The history of Lindisfarne is entangled with the history of the early Christian church in Britain and the formalisation of Western Christianity. Initially set up as an outpost of Christendom in a pagan land, it had to adapt its customs as Christianity on the continent became more formalised and more powerful - and more integrated with power.
The famous sacking of Lindisfarne marks the official start to The Viking Age. As attacks continued, the abbey was abandoned, and as far as is known the island only became home to a religious community once again after the Norman invasion. Even then, it was reduced in size, being a sub-priory of Durham.
William I decimated the North of the country following the 1068 uprising; what political power the North had was greatly diminished, even to this day. The Normans consolidated and centralised power in the South, and their invading force depended on control from urbanised centres. Far from this politicking, the small priory at Lindisfarne seems to have been relatively undisturbed from then on, until eventually Henry VIII's ferocious reforms tore through the country and left the monastery an empty shell. Gradually it fell into ruin.

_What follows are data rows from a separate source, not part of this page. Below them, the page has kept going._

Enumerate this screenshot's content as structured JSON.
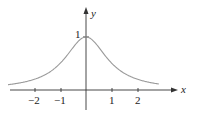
{
  "chart_data": {
    "type": "line",
    "title": "",
    "function": "y = 1/(1+x^2)",
    "xlabel": "x",
    "ylabel": "y",
    "x_ticks": [
      -2,
      -1,
      1,
      2
    ],
    "x_tick_labels": [
      "−2",
      "−1",
      "1",
      "2"
    ],
    "y_ticks": [
      1
    ],
    "y_tick_labels": [
      "1"
    ],
    "xlim": [
      -3.0,
      2.8
    ],
    "ylim": [
      0,
      1
    ],
    "grid": false,
    "legend": null,
    "series": [
      {
        "name": "curve",
        "color": "#9a9a9a",
        "x": [
          -2.8,
          -2,
          -1,
          0,
          1,
          2,
          2.8
        ],
        "y": [
          0.113,
          0.2,
          0.5,
          1,
          0.5,
          0.2,
          0.113
        ]
      }
    ]
  },
  "labels": {
    "x_axis": "x",
    "y_axis": "y",
    "y_one": "1",
    "xt": [
      "−2",
      "−1",
      "1",
      "2"
    ]
  }
}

These days, a wall in the church of Saint Mary is the only remain of the pre-Norman building. Like the post-conquest abbeys which dot the country, the stonework shell of high and late medieval Lindisfarne remains as ruins.
The first abbey at Lindisfarne was wooden, but wood rots and stone does not. It was built by Bishop Aidan, invited by the new King Oswald of the new kingdom of Northumbria. Both these men were eventually canonised, tho remember this was back in early medieval Europe, when either miracles were more common or the bar for sainthood much lower.

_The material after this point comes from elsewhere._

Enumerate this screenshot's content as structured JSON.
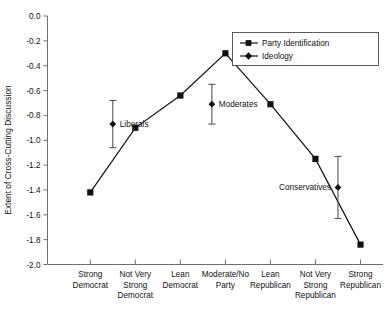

Aidan does seem to have been a pretty sound guy tho. Christianity in the British archipelago, separated by time and sea from mainland Europe, had developed a particularly ascetic and humble form. Bede writes that Aiden converted by way of getting to know people and their concerns and speaking with them on their level. Even if there's a degree of propaganda going on here, he sounds much more chill than Saint Wilfrid (more on Wilfrid soon. He was a twat).